Moving on to more technical, but no less important, matters, the Government agree with the committee that there needs to be caution exercised with the amount of secondary legislation in the directive. The challenge of some of the co-operation measures envisaged in the directive, such as e-health interoperability, should not be underestimated. I shall refer to that when I address specific points which were raised. Again, we need a proportionate approach. The UK is already co-operating in many areas of work which the directive could duplicate or even harm, and we are unconvinced of the need to create secondary legislation in these areas. The scope of any secondary legislation must be clear and limited to actions agreed by member states as being necessary at an EU level.

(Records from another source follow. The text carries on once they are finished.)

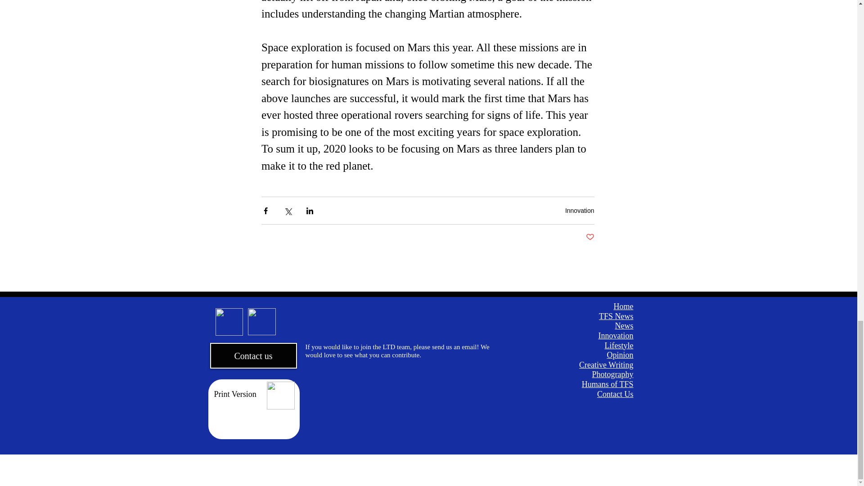  Describe the element at coordinates (606, 365) in the screenshot. I see `Creative Writing` at that location.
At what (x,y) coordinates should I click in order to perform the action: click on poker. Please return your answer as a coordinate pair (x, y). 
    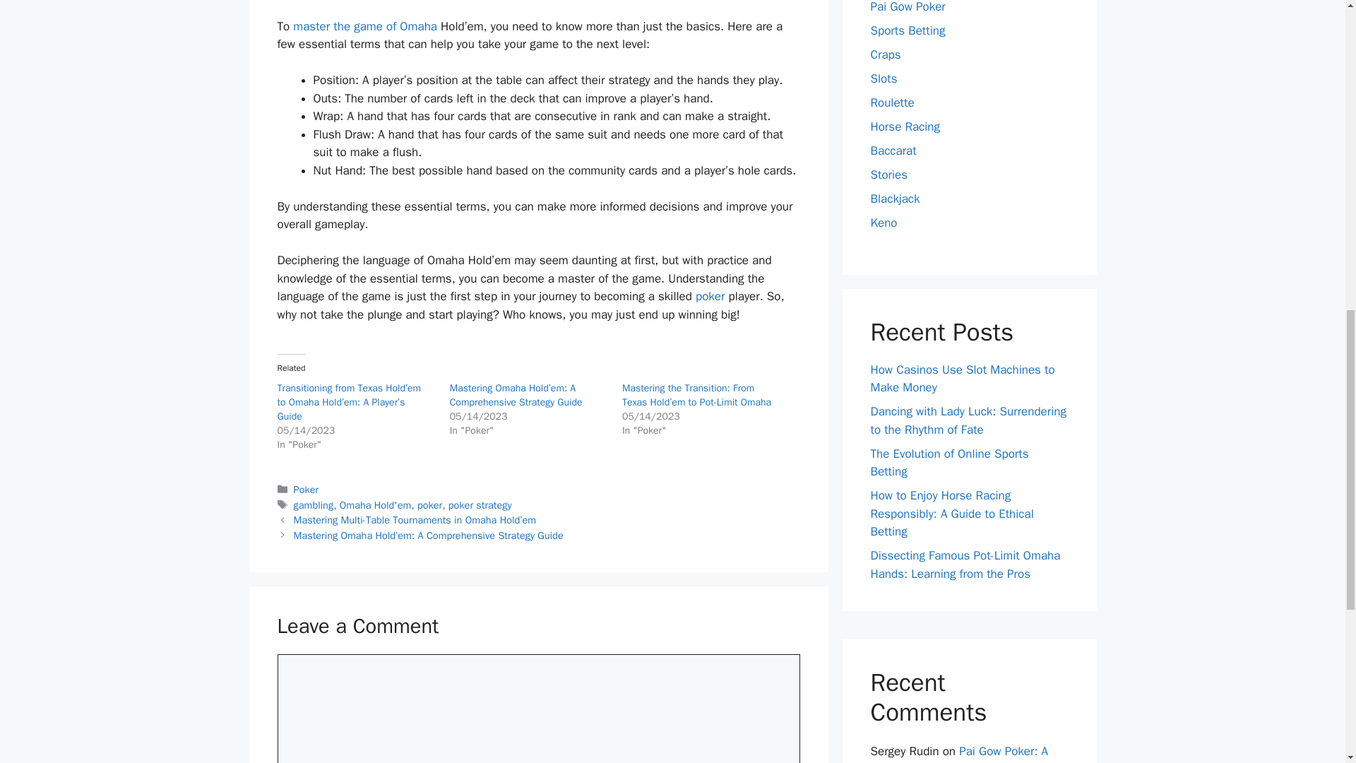
    Looking at the image, I should click on (709, 296).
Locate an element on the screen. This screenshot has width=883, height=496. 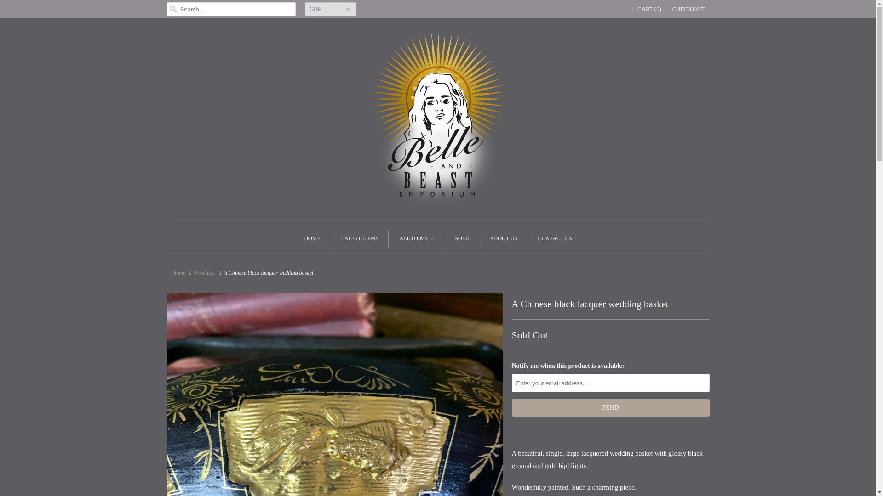
ABOUT US is located at coordinates (503, 239).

I turn to questions raised by noble Lords. The noble Baroness, Lady Howarth, explored further the issue of co-operation in comitology. I have had to have that word explained to me on several occasions. I am not sure I understand it yet, but I am getting close; perhaps it is something you know when it approaches you, but you are not sure how to describe it. The noble Baroness described it extremely well. The Government agree that co-operation at EU level can have the potential to add value but we need to look at each measure on a case-by-case basis and be sure that we understand the scope of each proposal. As the committee has noted, we need to ensure that the directive is proportionate. That includes co-operation measures, where I agree with the need for the final details to be clear. We agree with the committee that the challenge of e-health interoperability, for example, should not be underestimated and the impacts need to be assessed properly.
Several noble Lords, including the noble Baroness, Lady Howarth, raised the issue of lack of data. In terms of the timeline for a European review of the impact of the directive, it is too early to say what the negotiations may conclude. However, a number of member states have concerns that the data burdens could be considerable. I am acutely aware that there are limited data on cross-border healthcare. Therefore, irrespective of the European timeframe, the Government are considering ways of collecting more data in the mean time. We think, quite rightly, that we should not take these decisions when we do not have the data.

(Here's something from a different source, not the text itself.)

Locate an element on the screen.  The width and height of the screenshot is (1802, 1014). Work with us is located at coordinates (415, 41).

The noble Baroness, Lady Howarth, and the noble Earl, Lord Howe, mentioned prescriptions and recognition. The challenge, quite rightly, is how to ensure a proportionate response, how to get a common template, which can be very expensive with significant implications for national systems, how to ensure protection for patients and how to ensure that pharmacists can refuse to dispense a prescription if they have a legitimate doubt about its authenticity. We are continuing to discuss those issues with our European partners and to consider prescription recognition issues in detail. That is on the agenda, as it is very important.